Append the new element to the current node.
Switch the tokeniser's content model flag to the RCDATA state.
Then, collect all the characters tokens that the tokeniser returns until it returns a token that is not a character token, or until it stops tokenising.
If this process resulted in a collection of character tokens,
         append a single Text node, whose contents is the
         concatenation of all those tokens' characters, to the new element
         node.
The tokeniser's content model flag will have switched back to the PCDATA state.
If the next token is an end tag token with the tag name "textarea", ignore it.
Create a new node with the tag name given in the token, in the HTML namespace, with the same attributes as on the token.
For "iframe" tags, the node must be an
         HTMLIFrameElement object, for the other tags it must be
         an HTMLElement object.
Append the new element to the current node.
Switch the tokeniser's content model flag to the CDATA state.
Then, collect all the characters tokens that the tokeniser returns until it returns a token that is not a character token, or until it stops tokenising.
If this process resulted in a collection of character tokens,
         append a single Text node, whose contents is the
         concatenation of all those tokens' characters, to the new element
         node.
The tokeniser's content model flag will have switched back to the PCDATA state.
If the next token is an end tag token with the same tag name as the start tag token, ignore it.
Need something here for when scripting is disabled.
Reconstruct the active formatting elements, if any.
Insert an HTML element for the token.
Change the insertion mode to "in select".
Parse error. Ignore the token.
Work in progress!
Reconstruct the active formatting elements, if any.
Insert an HTML element for the token.
This element will be a phrasing element.
Run the following algorithm:
Initialise node to be the current node (the bottommost node of the stack).
If node has the same tag name as the end tag token, then:
If the tag name of the end tag token does not match the tag name of the current node, this is a parse error.

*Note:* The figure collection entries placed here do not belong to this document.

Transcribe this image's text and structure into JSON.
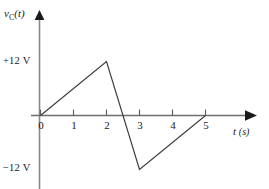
{
  "figure": {
    "name": "capacitor-voltage-waveform",
    "background_color": "#ffffff",
    "line_color": "#3a3a3a",
    "axis_color": "#6e6e6e",
    "text_color": "#1a1a1a"
  },
  "axes": {
    "y_axis": {
      "label_main": "v",
      "label_sub": "C",
      "label_paren": "(t)",
      "label_full": "v_C(t)",
      "has_arrow": true
    },
    "x_axis": {
      "label_var": "t ",
      "label_unit": "(s)",
      "label_full": "t (s)",
      "has_arrow": true
    }
  },
  "value_labels": {
    "positive_peak": "+12 V",
    "negative_peak": "−12 V"
  },
  "ticks": {
    "x": [
      "0",
      "1",
      "2",
      "3",
      "4",
      "5"
    ]
  },
  "chart_data": {
    "type": "line",
    "title": "",
    "xlabel": "t (s)",
    "ylabel": "v_C(t)",
    "xlim": [
      0,
      5.6
    ],
    "ylim": [
      -14,
      14
    ],
    "grid": false,
    "legend": "none",
    "x_ticks": [
      0,
      1,
      2,
      3,
      4,
      5
    ],
    "x_tick_labels": [
      "0",
      "1",
      "2",
      "3",
      "4",
      "5"
    ],
    "y_ticks": [
      -12,
      12
    ],
    "y_tick_labels": [
      "−12 V",
      "+12 V"
    ],
    "series": [
      {
        "name": "v_C(t)",
        "x": [
          0,
          2,
          3,
          5
        ],
        "values": [
          0,
          12,
          -12,
          0
        ],
        "zero_crossings": [
          0,
          2.5,
          5
        ]
      }
    ]
  }
}
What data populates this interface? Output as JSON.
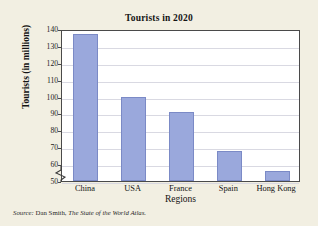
{
  "chart_data": {
    "type": "bar",
    "title": "Tourists in 2020",
    "xlabel": "Regions",
    "ylabel": "Tourists (in millions)",
    "categories": [
      "China",
      "USA",
      "France",
      "Spain",
      "Hong Kong"
    ],
    "values": [
      137,
      100,
      91,
      68,
      56
    ],
    "ylim": [
      50,
      140
    ],
    "ytick_labels": [
      "140",
      "130",
      "120",
      "110",
      "100",
      "90",
      "80",
      "70",
      "60",
      "50"
    ],
    "ytick_values": [
      140,
      130,
      120,
      110,
      100,
      90,
      80,
      70,
      60,
      50
    ],
    "grid": true,
    "legend": "none",
    "axis_break": true,
    "bar_color": "#9aa8dc",
    "bar_border_color": "#7b8ac6",
    "plot_background": "#ffffff",
    "page_background": "#f2efe2",
    "grid_color": "#d9d9e2",
    "frame_color": "#4a4a4a"
  },
  "source": {
    "prefix": "Source:",
    "author": "Dan Smith,",
    "work": "The State of the World Atlas."
  }
}
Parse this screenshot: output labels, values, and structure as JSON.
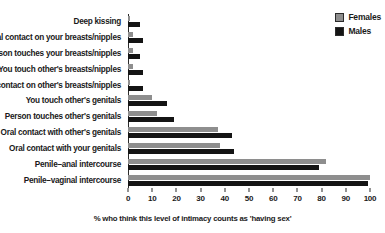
{
  "chart_data": {
    "type": "bar",
    "orientation": "horizontal",
    "title": "",
    "xlabel": "% who think this level of intimacy counts as 'having sex'",
    "ylabel": "",
    "xlim": [
      0,
      100
    ],
    "xticks": [
      0,
      10,
      20,
      30,
      40,
      50,
      60,
      70,
      80,
      90,
      100
    ],
    "grid": false,
    "legend_position": "top-right",
    "categories": [
      "Deep kissing",
      "Oral contact on your breasts/nipples",
      "Person touches your breasts/nipples",
      "You touch other's breasts/nipples",
      "Oral contact on other's breasts/nipples",
      "You touch other's genitals",
      "Person touches other's genitals",
      "Oral contact with other's genitals",
      "Oral contact with your genitals",
      "Penile–anal intercourse",
      "Penile–vaginal intercourse"
    ],
    "series": [
      {
        "name": "Females",
        "color": "#8e8e8e",
        "values": [
          1,
          2,
          2,
          2,
          1,
          10,
          12,
          37,
          38,
          82,
          100
        ]
      },
      {
        "name": "Males",
        "color": "#141414",
        "values": [
          5,
          6,
          5,
          6,
          6,
          16,
          19,
          43,
          44,
          79,
          99
        ]
      }
    ]
  },
  "legend": {
    "items": [
      {
        "label": "Females",
        "color": "#8e8e8e"
      },
      {
        "label": "Males",
        "color": "#141414"
      }
    ]
  }
}
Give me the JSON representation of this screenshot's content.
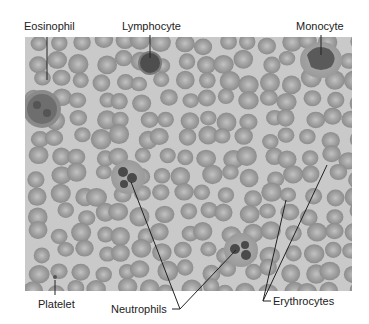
{
  "figure": {
    "labels": {
      "eosinophil": "Eosinophil",
      "lymphocyte": "Lymphocyte",
      "monocyte": "Monocyte",
      "platelet": "Platelet",
      "neutrophils": "Neutrophils",
      "erythrocytes": "Erythrocytes"
    },
    "colors": {
      "background": "#c9c9c9",
      "rbc": "#9a9a9a",
      "rbc_center": "#b8b8b8",
      "nucleus": "#4a4a4a",
      "leader_line": "#222222"
    }
  }
}
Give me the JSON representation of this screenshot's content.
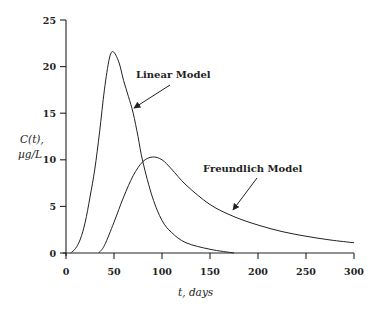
{
  "chart_data": {
    "type": "line",
    "title": "",
    "xlabel": "t, days",
    "ylabel_line1": "C(t),",
    "ylabel_line2": "µg/L",
    "xlim": [
      0,
      300
    ],
    "ylim": [
      0,
      25
    ],
    "grid": false,
    "legend": "none (inline annotations with arrows)",
    "x_ticks": [
      0,
      50,
      100,
      150,
      200,
      250,
      300
    ],
    "y_ticks": [
      0,
      5,
      10,
      15,
      20,
      25
    ],
    "series": [
      {
        "name": "Linear Model",
        "t": [
          5,
          10,
          15,
          20,
          25,
          30,
          35,
          40,
          45,
          49,
          55,
          60,
          65,
          70,
          75,
          80,
          90,
          100,
          110,
          125,
          150,
          175
        ],
        "C": [
          0,
          0.5,
          1.5,
          3.3,
          6,
          9,
          13,
          17.5,
          20.8,
          21.6,
          20.5,
          18.5,
          16.8,
          15,
          12.5,
          9.8,
          6,
          3.5,
          2.2,
          1.1,
          0.4,
          0
        ]
      },
      {
        "name": "Freundlich Model",
        "t": [
          34,
          40,
          50,
          60,
          70,
          80,
          90,
          100,
          110,
          125,
          150,
          175,
          200,
          225,
          250,
          275,
          300
        ],
        "C": [
          0,
          0.8,
          3.3,
          6,
          8.3,
          9.8,
          10.3,
          10,
          9,
          7.3,
          5.2,
          3.9,
          3,
          2.3,
          1.8,
          1.4,
          1.1
        ]
      }
    ],
    "annotations": [
      {
        "text": "Linear Model",
        "arrow_to_t": 70,
        "arrow_to_C": 15.5
      },
      {
        "text": "Freundlich Model",
        "arrow_to_t": 173,
        "arrow_to_C": 4.5
      }
    ]
  }
}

Pop all the nodes from the current node up to node, including node, then stop this algorithm.
Otherwise, if node is in neither the formatting category nor the phrasing category, then this is a parse error. Stop this algorithm. The end tag token is ignored.
Set node to the previous entry in the stack of open elements.
Return to step 2.
Append the character to the current node.
Append a Comment node to the current node with the data attribute set to the data given in the comment
         token.
Clear the stack back to a table context. (See below.)
Insert a marker at the end of the list of active formatting elements.
Insert an HTML element for the token, then switch the insertion mode to "in caption".
Clear the stack back to a table context. (See below.)
Insert an HTML element for the token, then switch the insertion mode to "in column group".
Act as if a start tag token with the tag name "colgroup" had been seen, then reprocess the current token.
Clear the stack back to a table context. (See below.)
Insert an HTML element for the token, then switch the insertion mode to "in table body".
Act as if a start tag token with the tag name "tbody" had been seen, then reprocess the current token.
Parse error. Act as if an end tag token with the tag name "table" had been seen, then reprocess the current token.
Now, if the current node is
         not a table element, then this is a parse error.
Pop elements from this stack until a table element
         has been popped from the stack.
Parse error. Ignore the token.
Parse error. Act as if an end tag with tag name "table" had been seen, then reprocess the end-of-file token.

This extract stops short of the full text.